By the time her maid had finished her explanation, Kate was fiery red and still not entirely sure what was being described, though she was certain it was something she’d never experienced. ‘Do you mean that
every
woman can—can…’

‘Well, not all the time,’ Polly said, drawing her an odd look. ‘If the man doesn’t—I mean, some men, they just don’t know their way around a woman. Listen…’

But as her maid, now she had recovered from her incredulity, determined to initiate Kate into what she obviously believed was some sort of natural rite, began to explain using even more graphic terminology, Kate stopped her. ‘I understand, really,’ she protested.

Polly shook her head. ‘Do you? Sounds to me as if that lord of yours is the one who didn’t understand. That Mr Jackson now,’ she said.

‘What about him?’

‘I bet he knows what’s what. Fine figure of a man, he is. And don’t say you haven’t noticed, because I know you have. I saw you looking at him the other day in the servants’ hall and I don’t blame you. I’d look myself if I thought it would do any good, but he’s not interested in me.

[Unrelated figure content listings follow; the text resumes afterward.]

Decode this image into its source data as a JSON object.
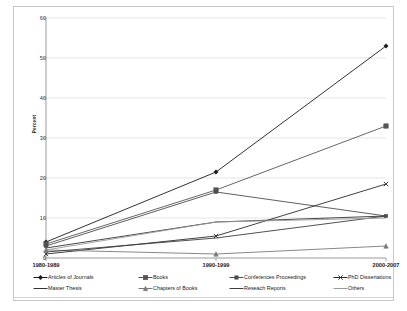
{
  "chart_data": {
    "type": "line",
    "title": "",
    "xlabel": "",
    "ylabel": "Percent",
    "categories": [
      "1980-1989",
      "1990-1999",
      "2000-2007"
    ],
    "ylim": [
      0,
      60
    ],
    "yticks": [
      0,
      10,
      20,
      30,
      40,
      50,
      60
    ],
    "grid": true,
    "legend_position": "below",
    "series": [
      {
        "name": "Articles of Journals",
        "marker": "diamond",
        "color": "#1a1a1a",
        "values": [
          4.0,
          21.5,
          53.0
        ]
      },
      {
        "name": "Books",
        "marker": "square",
        "color": "#555555",
        "values": [
          3.5,
          17.0,
          33.0
        ]
      },
      {
        "name": "Conferences Proceedings",
        "marker": "square-small",
        "color": "#4d4d4d",
        "values": [
          3.0,
          16.5,
          10.5
        ]
      },
      {
        "name": "PhD Dissertations",
        "marker": "cross",
        "color": "#2b2b2b",
        "values": [
          1.0,
          5.5,
          18.5
        ]
      },
      {
        "name": "Master Thesis",
        "marker": "none",
        "color": "#333333",
        "values": [
          2.5,
          9.0,
          10.5
        ]
      },
      {
        "name": "Chapters of Books",
        "marker": "triangle",
        "color": "#7a7a7a",
        "values": [
          2.0,
          1.0,
          3.0
        ]
      },
      {
        "name": "Reseach Reports",
        "marker": "none",
        "color": "#3d3d3d",
        "values": [
          1.5,
          5.0,
          10.5
        ]
      },
      {
        "name": "Others",
        "marker": "none",
        "color": "#9a9a9a",
        "values": [
          2.0,
          9.0,
          10.0
        ]
      }
    ]
  },
  "axis": {
    "y_label": "Percent",
    "y_ticks": [
      "0",
      "10",
      "20",
      "30",
      "40",
      "50",
      "60"
    ],
    "x_ticks": [
      "1980-1989",
      "1990-1999",
      "2000-2007"
    ]
  },
  "legend": {
    "items": [
      {
        "label": "Articles of Journals"
      },
      {
        "label": "Books"
      },
      {
        "label": "Conferences Proceedings"
      },
      {
        "label": "PhD Dissertations"
      },
      {
        "label": "Master Thesis"
      },
      {
        "label": "Chapters of Books"
      },
      {
        "label": "Reseach Reports"
      },
      {
        "label": "Others"
      }
    ]
  },
  "colors": {
    "grid": "#d9d9d9",
    "axis": "#808080",
    "frame": "#c8c8c8",
    "text": "#1a1a1a",
    "background": "#ffffff"
  }
}
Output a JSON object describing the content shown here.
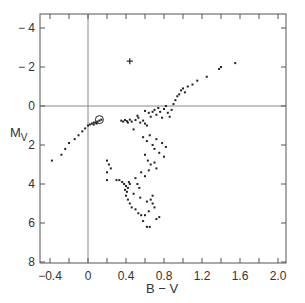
{
  "chart_data": {
    "type": "scatter",
    "title": "",
    "xlabel": "B-V",
    "ylabel": "M",
    "ylabel_sub": "V",
    "xlim": [
      -0.5,
      2.1
    ],
    "ylim": [
      8.3,
      -4.9
    ],
    "y_inverted": true,
    "grid": false,
    "reference_lines": {
      "x": 0,
      "y": 0
    },
    "x_ticks": [
      -0.4,
      0,
      0.4,
      0.8,
      1.2,
      1.6,
      2.0
    ],
    "x_tick_labels": [
      "-0.4",
      "0",
      "0.4",
      "0.8",
      "1.2",
      "1.6",
      "2.0"
    ],
    "y_ticks": [
      -4,
      -2,
      0,
      2,
      4,
      6,
      8
    ],
    "y_tick_labels": [
      "-4",
      "-2",
      "0",
      "2",
      "4",
      "6",
      "8"
    ],
    "annotations": [
      {
        "type": "plus-marker",
        "x": 0.44,
        "y": -2.3
      },
      {
        "type": "circle-marker",
        "x": 0.12,
        "y": 0.75
      }
    ],
    "series": [
      {
        "name": "stars",
        "points": [
          [
            -0.38,
            2.8
          ],
          [
            -0.28,
            2.5
          ],
          [
            -0.24,
            2.2
          ],
          [
            -0.2,
            1.9
          ],
          [
            -0.14,
            1.7
          ],
          [
            -0.1,
            1.5
          ],
          [
            -0.06,
            1.3
          ],
          [
            -0.03,
            1.15
          ],
          [
            0.0,
            1.0
          ],
          [
            0.02,
            0.95
          ],
          [
            0.04,
            0.9
          ],
          [
            0.06,
            0.85
          ],
          [
            0.08,
            0.85
          ],
          [
            0.1,
            0.8
          ],
          [
            0.12,
            0.75
          ],
          [
            0.14,
            0.7
          ],
          [
            0.06,
            0.95
          ],
          [
            0.09,
            0.9
          ],
          [
            0.35,
            0.75
          ],
          [
            0.37,
            0.8
          ],
          [
            0.39,
            0.72
          ],
          [
            0.41,
            0.78
          ],
          [
            0.42,
            0.85
          ],
          [
            0.44,
            0.7
          ],
          [
            0.46,
            0.8
          ],
          [
            0.5,
            0.72
          ],
          [
            0.53,
            0.6
          ],
          [
            0.55,
            0.85
          ],
          [
            0.58,
            0.75
          ],
          [
            0.6,
            0.9
          ],
          [
            0.62,
            1.0
          ],
          [
            0.48,
            1.2
          ],
          [
            0.52,
            0.5
          ],
          [
            0.6,
            0.25
          ],
          [
            0.64,
            0.35
          ],
          [
            0.66,
            0.55
          ],
          [
            0.68,
            0.3
          ],
          [
            0.7,
            0.2
          ],
          [
            0.72,
            0.45
          ],
          [
            0.74,
            0.1
          ],
          [
            0.76,
            0.3
          ],
          [
            0.78,
            0.6
          ],
          [
            0.8,
            0.15
          ],
          [
            0.82,
            0.0
          ],
          [
            0.84,
            0.35
          ],
          [
            0.86,
            0.55
          ],
          [
            0.88,
            0.2
          ],
          [
            0.9,
            -0.1
          ],
          [
            0.92,
            -0.3
          ],
          [
            0.94,
            -0.5
          ],
          [
            0.96,
            -0.6
          ],
          [
            0.98,
            -0.8
          ],
          [
            1.0,
            -0.9
          ],
          [
            1.02,
            -0.7
          ],
          [
            1.05,
            -1.0
          ],
          [
            1.1,
            -1.1
          ],
          [
            1.15,
            -1.3
          ],
          [
            1.25,
            -1.5
          ],
          [
            1.38,
            -1.9
          ],
          [
            1.4,
            -2.0
          ],
          [
            1.55,
            -2.2
          ],
          [
            0.58,
            1.6
          ],
          [
            0.62,
            1.8
          ],
          [
            0.65,
            1.5
          ],
          [
            0.68,
            2.0
          ],
          [
            0.7,
            2.2
          ],
          [
            0.72,
            1.7
          ],
          [
            0.75,
            2.4
          ],
          [
            0.78,
            1.9
          ],
          [
            0.8,
            2.6
          ],
          [
            0.82,
            2.1
          ],
          [
            0.6,
            2.5
          ],
          [
            0.63,
            2.8
          ],
          [
            0.66,
            3.0
          ],
          [
            0.7,
            2.9
          ],
          [
            0.72,
            3.2
          ],
          [
            0.56,
            3.4
          ],
          [
            0.6,
            3.6
          ],
          [
            0.64,
            3.3
          ],
          [
            0.5,
            3.7
          ],
          [
            0.52,
            4.0
          ],
          [
            0.54,
            4.2
          ],
          [
            0.48,
            4.5
          ],
          [
            0.55,
            4.7
          ],
          [
            0.2,
            2.8
          ],
          [
            0.22,
            3.0
          ],
          [
            0.2,
            3.4
          ],
          [
            0.24,
            3.2
          ],
          [
            0.2,
            3.8
          ],
          [
            0.3,
            3.8
          ],
          [
            0.33,
            3.8
          ],
          [
            0.36,
            3.9
          ],
          [
            0.38,
            4.0
          ],
          [
            0.4,
            4.1
          ],
          [
            0.42,
            4.2
          ],
          [
            0.39,
            4.3
          ],
          [
            0.41,
            4.4
          ],
          [
            0.43,
            3.9
          ],
          [
            0.44,
            4.0
          ],
          [
            0.4,
            4.6
          ],
          [
            0.42,
            4.8
          ],
          [
            0.44,
            5.0
          ],
          [
            0.46,
            5.2
          ],
          [
            0.5,
            5.3
          ],
          [
            0.53,
            5.5
          ],
          [
            0.56,
            5.6
          ],
          [
            0.6,
            5.6
          ],
          [
            0.64,
            5.4
          ],
          [
            0.58,
            5.9
          ],
          [
            0.62,
            6.2
          ],
          [
            0.65,
            6.2
          ],
          [
            0.68,
            5.0
          ],
          [
            0.72,
            5.8
          ],
          [
            0.75,
            5.7
          ],
          [
            0.7,
            5.2
          ],
          [
            0.68,
            4.6
          ],
          [
            0.66,
            4.8
          ],
          [
            0.62,
            4.9
          ]
        ]
      }
    ]
  }
}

Or Daisy—and that flighty piece has done her best to get his attention, thrust that chest of hers practically in his face, and he didn’t even notice. I bet if Virgil Jackson stripped down for you, it would, um, tickle you,’ Polly said with a leer. ‘I know it would tickle me. He’s got muscles on his muscles, your American. I’d like to see him work up a sweat. There’s something about a man working up a sweat, isn’t there?’

Was there? Kate decided not to answer this, but she thought most likely Polly was right. The candles on the mantel started to gutter, and she took the opportunity to cover her high colour by snuffing them out and telling her maid it was much too late to talk any more.

After Polly left, Kate, forgetting all about her note to the schoolmistress, discarded her kimono and pulled back the bed covers. The warming pan was cold. She hauled it out and placed it on the hearth. Jumping into bed, she blew out the last candle. In the all-encompassing dark, she snuggled down under the bedclothes and pressed her hands between her legs, and thought of Virgil, sweat, muscles and tickling.

* * *

Kate’s opportunity to discover for herself whether there really was, as Polly said, something about a man working up a sweat, came quite unexpectedly the next morning. Though she made a point of being down to breakfast early, Giles informed her that Virgil had already eaten.

‘Said he had business of his own he needed to take care of today,’ he told her.

‘What business?’

Giles shrugged. ‘I didn’t ask him.’

Kate’s hand hovered over the bread basket. The temptation to throw a roll at her brother was almost irresistible, but if Giles was teasing her, then he’d know he’d hit home, and if he was not, he’d wonder why she was so upset. She picked up the roll, but only to put it down on her own plate. ‘He didn’t give you any idea where he was going, then?’ she asked with studied indifference.